UNITY STATE, South Sudan, December 30 (UNHCR) – Bombs fell from the Southern Kordofan sky and Zahara* could hear them as they crashed into her village. The 20-year-old heard the explosions and she grabbed her two children and ran. She ran from her home in Lehemid in the Nuba mountains and to the next town.
They arrived in the town of Al Reika and still explosions could be heard in the distance. And so they ran again, from Al Reika to Tamanya. When the bombs arrived in Tamanya they ran to Angola village and eventually crossed the South Sudan border into Yida, where they found thousands of other refugees settled in huts among the trees. "We had nothing," Zahara says. "We'd run and then fall down then get up and run again."
They thought they were safe. But then on November 10, another Antonov bomber came. The plane made three turns around Yida before it released its payload. People scattered in every direction. Two of the bombs landed on the runway next to the camp's perimetre. Two others fell further away. But one bomb landed in the middle of a temporary school. The children had been evacuated but Zahara remembers the fear everyone shared. "People ran into the market and into the forest," she says. "Some of us stayed in the bush for hours." In fact some 600 pupils and students ran away after the bombing and some are still missing.
When she thinks of those moments, Zahara can feel the fear rise up inside of her. There was more fear than there was food to eat and she worried for herself and for her children. A few days ago she and her children left Yida, found a passing lorry and moved south to the UNHCR transit centre in Pariang. "Of course we feel safer here," she says. "If we felt safe in Yida we wouldn't have come here."
UNHCR and its partners have consistently expressed trepidation over the fate of more than 20,000 refugees currently in Yida settlement. The major concern is that proximity to the border with nearby military confrontations and escalating insecurity could put innocent lives at risk. While UNHCR continues to provide Yida with emergency assistance, it has pleaded with refugees to move further south to various relocation sites that are ready to assist them.
Just getting to Yida has proved to be a challenge for UNHCR and other humanitarian agencies. Initially food could not be flown into the site but had to be air dropped. During the rainy season, the region was essentially swampland. In order to reach the area, humanitarian teams flew by helicopter or small planes to the village of Kuinger about 50 kilometres from the Sudan border. From there they ferried supplies on the backs of motorcycles or tractors. While access to the site has since improved with the establishment of a rudimentary airfield, reaching these refugees during the rainy season that starts in April will prove to be difficult.
But cross-border conflict is the big worry. In a sweltering hut UNHCR's South Sudan representative Mireille Girard speaks with a group of refugee leaders in Yida. They sit on plastic chairs and straw beds where a delicate negotiation takes place. The leaders say they feel comfortable closer to their homeland on the other side of the border. But Girard knows that while the local community in South Sudan welcomes them, they will not be able to protect them if fighting spills across the border and into their settlement. She reminds them that Yida should be a temporary stop for them but ultimately they will need to seek out settlements that have been prepared for them in safer areas.
"We'll continue to provide basic assistance such as water or medicines," she says. "But we fear for your safety in the weeks to come. Please don't wait until it's too late. Let's move now so we can organize better."
Slowly refugees are beginning to trickle away from danger. In Pariang some 56 tents housing more than 150 people have appeared along the landscape. A nearby water tower serves their needs and UNHCR partner Intersos has taken on the task of managing the camp. There is a hall that can accommodate up to 800 people and tents are ready. Experts on education have arrived.
Soon a group of more than 2,800 boarding school students will be settled in the relocation sites. They fled fighting in Southern Kordofan with their teachers and initially settled in Yida. Relocation sites will include facilities for education, water and sanitation installations and medical services. There will also be land for cultivation and other livelihood activities, so that the refugees will be less dependent on aid and be able live a more normal life until they are able to go home.
- Name changed for protection reasons
By Greg Beals, with Vivian Tan
In Unity state, South Sudan
Beals is a writer and journalist now on assignment in East Africa for UNHCR.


→ **Work instructions**
Scan the data. Collect each line that contains the word "ytick".

→ **Records**

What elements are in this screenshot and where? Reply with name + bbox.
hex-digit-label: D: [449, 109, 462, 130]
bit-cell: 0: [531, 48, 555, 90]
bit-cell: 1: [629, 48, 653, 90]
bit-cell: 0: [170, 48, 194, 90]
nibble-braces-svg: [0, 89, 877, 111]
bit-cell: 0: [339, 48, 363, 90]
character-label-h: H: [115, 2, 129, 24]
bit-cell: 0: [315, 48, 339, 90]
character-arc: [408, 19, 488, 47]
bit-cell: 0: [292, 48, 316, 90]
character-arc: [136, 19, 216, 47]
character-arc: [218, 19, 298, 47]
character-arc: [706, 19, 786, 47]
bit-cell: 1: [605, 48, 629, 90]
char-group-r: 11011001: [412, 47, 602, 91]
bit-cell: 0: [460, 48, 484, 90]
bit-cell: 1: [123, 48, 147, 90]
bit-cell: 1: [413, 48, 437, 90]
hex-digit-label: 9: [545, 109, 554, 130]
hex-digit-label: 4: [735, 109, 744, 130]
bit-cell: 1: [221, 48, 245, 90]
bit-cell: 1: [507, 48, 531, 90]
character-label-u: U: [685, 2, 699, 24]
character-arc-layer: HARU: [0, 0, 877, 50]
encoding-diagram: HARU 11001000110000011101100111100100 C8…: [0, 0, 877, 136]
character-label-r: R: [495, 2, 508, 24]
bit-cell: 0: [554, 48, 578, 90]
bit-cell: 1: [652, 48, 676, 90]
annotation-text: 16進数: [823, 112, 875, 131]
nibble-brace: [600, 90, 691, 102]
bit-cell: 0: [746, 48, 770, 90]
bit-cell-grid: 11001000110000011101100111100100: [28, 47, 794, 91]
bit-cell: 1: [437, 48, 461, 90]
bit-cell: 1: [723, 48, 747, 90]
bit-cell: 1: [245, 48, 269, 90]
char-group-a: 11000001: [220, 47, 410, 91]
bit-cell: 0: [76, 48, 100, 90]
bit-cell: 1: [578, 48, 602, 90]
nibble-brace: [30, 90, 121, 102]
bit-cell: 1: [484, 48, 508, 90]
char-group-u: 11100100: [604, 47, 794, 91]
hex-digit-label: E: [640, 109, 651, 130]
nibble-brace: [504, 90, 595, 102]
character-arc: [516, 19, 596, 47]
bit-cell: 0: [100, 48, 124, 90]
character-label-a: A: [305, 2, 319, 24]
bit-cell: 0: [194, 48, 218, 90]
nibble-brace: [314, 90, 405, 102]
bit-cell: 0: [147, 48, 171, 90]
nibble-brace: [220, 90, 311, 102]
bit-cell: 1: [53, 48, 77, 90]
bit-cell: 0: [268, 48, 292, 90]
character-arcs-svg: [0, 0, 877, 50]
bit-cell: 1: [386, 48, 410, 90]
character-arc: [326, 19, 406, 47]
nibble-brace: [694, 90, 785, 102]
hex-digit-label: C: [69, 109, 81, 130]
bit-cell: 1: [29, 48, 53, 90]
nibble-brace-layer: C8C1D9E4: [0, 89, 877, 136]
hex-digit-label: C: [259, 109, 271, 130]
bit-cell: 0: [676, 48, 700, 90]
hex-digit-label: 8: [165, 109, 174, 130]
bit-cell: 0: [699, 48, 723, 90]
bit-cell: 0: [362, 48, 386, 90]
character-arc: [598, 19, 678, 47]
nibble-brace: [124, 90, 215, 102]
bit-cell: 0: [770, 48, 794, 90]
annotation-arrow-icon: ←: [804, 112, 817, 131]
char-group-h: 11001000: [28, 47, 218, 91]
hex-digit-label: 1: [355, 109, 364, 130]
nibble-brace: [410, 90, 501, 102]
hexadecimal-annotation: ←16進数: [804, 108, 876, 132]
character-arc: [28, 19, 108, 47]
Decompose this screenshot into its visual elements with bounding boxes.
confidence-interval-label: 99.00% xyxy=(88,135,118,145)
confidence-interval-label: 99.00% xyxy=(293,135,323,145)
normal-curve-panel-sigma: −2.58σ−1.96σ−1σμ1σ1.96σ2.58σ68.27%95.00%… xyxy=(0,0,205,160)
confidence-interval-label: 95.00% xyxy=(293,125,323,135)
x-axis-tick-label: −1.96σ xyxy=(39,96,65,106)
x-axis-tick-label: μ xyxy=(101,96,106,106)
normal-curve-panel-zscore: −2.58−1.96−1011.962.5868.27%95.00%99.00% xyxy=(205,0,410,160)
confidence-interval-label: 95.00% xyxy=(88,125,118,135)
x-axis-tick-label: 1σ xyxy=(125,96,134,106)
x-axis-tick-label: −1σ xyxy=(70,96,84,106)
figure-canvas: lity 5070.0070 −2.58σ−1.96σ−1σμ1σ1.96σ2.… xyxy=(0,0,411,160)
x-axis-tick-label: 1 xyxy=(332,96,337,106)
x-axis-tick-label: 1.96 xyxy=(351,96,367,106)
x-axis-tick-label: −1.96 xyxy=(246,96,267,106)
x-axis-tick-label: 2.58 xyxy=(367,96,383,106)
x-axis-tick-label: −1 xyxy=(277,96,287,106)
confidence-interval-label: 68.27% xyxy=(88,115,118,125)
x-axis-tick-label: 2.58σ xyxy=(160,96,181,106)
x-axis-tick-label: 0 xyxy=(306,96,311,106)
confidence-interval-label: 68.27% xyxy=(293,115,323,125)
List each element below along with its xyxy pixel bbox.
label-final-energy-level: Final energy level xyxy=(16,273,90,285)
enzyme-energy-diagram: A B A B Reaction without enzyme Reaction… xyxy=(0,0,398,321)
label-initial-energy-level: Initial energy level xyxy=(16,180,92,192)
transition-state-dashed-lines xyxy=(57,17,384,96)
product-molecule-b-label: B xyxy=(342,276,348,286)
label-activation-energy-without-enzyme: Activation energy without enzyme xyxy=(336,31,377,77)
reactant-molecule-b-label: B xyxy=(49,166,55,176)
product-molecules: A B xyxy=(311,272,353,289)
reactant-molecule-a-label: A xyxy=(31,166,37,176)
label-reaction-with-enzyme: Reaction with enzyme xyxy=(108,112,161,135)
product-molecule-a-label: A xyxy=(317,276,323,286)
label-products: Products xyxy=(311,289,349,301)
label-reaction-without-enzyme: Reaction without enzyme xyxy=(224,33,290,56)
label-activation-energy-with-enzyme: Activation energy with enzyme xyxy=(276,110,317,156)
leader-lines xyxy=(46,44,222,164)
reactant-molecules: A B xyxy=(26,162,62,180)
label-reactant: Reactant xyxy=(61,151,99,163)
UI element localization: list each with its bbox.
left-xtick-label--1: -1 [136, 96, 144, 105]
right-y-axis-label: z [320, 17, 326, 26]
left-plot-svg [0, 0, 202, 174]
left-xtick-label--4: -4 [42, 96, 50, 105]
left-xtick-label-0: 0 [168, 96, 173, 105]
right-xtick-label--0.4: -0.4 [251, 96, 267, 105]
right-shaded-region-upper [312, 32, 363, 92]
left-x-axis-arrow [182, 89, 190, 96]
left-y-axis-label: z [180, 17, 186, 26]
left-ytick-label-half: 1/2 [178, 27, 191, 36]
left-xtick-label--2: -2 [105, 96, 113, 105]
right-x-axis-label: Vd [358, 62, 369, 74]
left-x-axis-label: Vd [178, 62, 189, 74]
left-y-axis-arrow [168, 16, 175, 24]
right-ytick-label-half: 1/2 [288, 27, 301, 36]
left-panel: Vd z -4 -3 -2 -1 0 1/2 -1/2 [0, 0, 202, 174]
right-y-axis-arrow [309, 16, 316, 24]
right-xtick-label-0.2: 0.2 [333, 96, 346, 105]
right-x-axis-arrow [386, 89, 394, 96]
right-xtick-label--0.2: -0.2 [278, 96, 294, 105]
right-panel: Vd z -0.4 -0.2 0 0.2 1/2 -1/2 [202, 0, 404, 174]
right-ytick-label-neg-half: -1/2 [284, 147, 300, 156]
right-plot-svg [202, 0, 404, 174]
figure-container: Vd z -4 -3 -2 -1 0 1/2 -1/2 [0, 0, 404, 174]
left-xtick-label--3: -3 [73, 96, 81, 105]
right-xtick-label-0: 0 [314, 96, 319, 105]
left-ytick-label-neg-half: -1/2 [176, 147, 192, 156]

...

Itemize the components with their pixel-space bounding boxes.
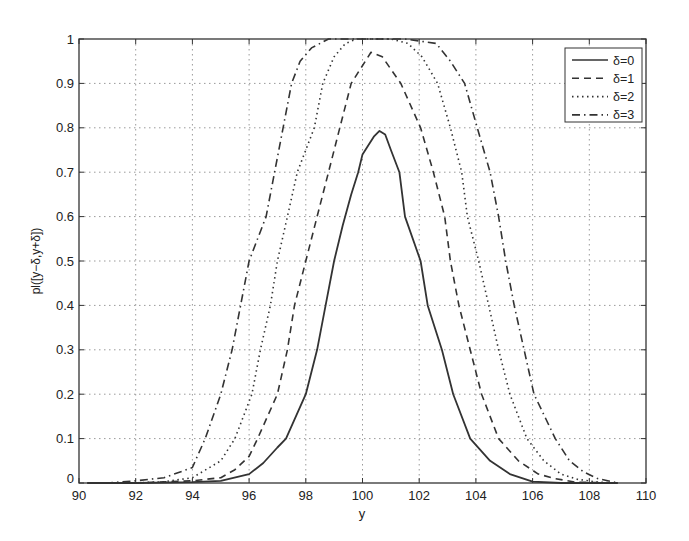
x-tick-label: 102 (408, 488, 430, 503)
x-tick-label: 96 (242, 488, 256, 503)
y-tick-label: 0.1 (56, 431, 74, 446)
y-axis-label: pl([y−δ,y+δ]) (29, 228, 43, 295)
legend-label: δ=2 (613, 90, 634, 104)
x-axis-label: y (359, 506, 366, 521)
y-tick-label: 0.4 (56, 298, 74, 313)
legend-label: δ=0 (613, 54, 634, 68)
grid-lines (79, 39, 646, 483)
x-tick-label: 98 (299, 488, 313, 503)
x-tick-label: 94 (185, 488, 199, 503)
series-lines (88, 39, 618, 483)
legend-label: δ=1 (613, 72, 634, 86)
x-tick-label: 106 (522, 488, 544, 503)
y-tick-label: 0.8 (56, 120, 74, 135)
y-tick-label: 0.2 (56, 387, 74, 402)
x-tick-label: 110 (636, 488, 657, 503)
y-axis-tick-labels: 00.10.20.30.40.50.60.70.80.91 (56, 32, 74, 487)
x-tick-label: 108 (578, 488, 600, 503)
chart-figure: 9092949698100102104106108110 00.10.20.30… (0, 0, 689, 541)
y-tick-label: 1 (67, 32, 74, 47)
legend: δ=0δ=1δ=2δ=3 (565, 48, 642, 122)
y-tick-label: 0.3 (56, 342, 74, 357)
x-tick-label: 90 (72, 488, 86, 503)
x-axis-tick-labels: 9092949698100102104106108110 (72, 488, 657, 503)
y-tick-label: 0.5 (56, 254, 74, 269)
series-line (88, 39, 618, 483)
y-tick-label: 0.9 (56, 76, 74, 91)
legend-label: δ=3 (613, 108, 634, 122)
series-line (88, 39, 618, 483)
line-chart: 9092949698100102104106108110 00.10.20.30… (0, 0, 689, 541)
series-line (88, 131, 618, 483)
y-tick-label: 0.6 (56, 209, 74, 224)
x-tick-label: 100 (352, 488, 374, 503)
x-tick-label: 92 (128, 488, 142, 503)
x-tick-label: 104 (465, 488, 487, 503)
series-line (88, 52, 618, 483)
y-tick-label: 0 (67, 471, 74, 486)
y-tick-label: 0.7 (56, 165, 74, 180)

---

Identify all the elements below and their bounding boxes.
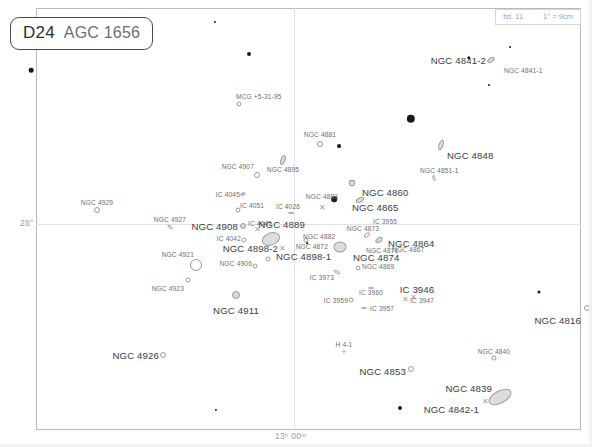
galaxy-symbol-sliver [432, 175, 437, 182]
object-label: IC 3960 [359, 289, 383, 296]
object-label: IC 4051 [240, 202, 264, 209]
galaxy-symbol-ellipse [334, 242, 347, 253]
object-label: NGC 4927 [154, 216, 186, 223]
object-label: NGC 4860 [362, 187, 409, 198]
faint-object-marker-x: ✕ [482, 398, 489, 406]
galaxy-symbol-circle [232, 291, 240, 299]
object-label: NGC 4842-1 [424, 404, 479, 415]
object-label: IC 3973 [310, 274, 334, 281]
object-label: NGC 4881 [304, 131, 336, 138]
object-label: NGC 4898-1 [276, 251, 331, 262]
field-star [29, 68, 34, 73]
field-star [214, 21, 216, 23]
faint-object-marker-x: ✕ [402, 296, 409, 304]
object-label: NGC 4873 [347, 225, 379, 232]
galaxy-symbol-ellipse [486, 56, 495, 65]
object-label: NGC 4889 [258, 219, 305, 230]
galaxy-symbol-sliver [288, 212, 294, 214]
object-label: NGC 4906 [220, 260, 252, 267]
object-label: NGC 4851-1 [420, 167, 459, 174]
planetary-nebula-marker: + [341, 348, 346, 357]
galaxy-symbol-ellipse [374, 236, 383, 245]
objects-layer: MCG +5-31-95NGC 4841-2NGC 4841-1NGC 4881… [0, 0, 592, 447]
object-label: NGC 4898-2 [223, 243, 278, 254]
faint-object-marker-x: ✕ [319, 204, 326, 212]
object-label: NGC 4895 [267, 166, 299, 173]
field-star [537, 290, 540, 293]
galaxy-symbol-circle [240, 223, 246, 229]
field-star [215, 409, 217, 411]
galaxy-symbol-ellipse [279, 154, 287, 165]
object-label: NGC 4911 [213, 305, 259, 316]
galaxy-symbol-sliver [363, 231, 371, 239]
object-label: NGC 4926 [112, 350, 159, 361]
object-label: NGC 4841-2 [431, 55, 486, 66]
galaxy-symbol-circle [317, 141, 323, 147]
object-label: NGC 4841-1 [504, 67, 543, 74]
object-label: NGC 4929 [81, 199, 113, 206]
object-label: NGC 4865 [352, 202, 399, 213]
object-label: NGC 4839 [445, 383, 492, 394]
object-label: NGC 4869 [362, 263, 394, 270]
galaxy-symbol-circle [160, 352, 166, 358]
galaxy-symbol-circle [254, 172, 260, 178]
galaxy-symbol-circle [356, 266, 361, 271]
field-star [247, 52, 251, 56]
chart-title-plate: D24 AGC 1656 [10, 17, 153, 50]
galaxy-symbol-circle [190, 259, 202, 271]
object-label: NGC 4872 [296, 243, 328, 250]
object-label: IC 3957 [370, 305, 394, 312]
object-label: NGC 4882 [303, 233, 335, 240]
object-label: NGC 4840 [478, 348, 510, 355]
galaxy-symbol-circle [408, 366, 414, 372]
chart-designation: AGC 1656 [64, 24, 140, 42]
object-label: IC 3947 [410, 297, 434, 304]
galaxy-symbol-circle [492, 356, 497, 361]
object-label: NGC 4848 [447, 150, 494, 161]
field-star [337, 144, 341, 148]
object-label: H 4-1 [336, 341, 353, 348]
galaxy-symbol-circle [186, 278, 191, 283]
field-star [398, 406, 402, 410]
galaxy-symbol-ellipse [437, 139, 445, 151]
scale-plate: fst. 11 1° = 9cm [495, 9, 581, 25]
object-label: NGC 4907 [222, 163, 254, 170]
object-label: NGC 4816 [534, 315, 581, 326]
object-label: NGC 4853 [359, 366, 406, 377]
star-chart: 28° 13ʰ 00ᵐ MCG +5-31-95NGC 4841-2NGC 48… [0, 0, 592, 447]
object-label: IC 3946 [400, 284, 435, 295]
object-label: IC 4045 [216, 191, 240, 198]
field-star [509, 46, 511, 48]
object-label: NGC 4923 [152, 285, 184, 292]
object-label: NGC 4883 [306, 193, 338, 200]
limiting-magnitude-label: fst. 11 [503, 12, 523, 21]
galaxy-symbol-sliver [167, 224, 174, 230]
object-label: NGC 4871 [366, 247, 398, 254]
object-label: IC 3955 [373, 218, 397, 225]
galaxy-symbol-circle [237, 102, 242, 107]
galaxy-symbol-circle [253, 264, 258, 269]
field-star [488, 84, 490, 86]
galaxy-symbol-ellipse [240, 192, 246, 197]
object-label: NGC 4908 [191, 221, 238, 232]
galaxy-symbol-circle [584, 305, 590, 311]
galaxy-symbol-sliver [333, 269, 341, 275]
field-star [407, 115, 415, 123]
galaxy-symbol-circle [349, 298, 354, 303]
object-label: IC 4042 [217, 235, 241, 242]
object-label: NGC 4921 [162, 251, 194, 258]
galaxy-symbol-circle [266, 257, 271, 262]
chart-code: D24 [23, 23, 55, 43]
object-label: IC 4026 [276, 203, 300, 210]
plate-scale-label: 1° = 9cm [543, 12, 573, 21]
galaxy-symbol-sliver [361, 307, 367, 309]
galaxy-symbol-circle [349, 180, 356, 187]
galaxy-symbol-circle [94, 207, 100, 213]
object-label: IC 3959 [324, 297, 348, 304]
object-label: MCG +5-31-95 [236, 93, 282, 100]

→ **Worked solution**
left-ytick-label-half: 1/2 [178, 27, 191, 36]
right-ytick-label-half: 1/2 [288, 27, 301, 36]
right-ytick-label-neg-half: -1/2 [284, 147, 300, 156]
left-ytick-label-neg-half: -1/2 [176, 147, 192, 156]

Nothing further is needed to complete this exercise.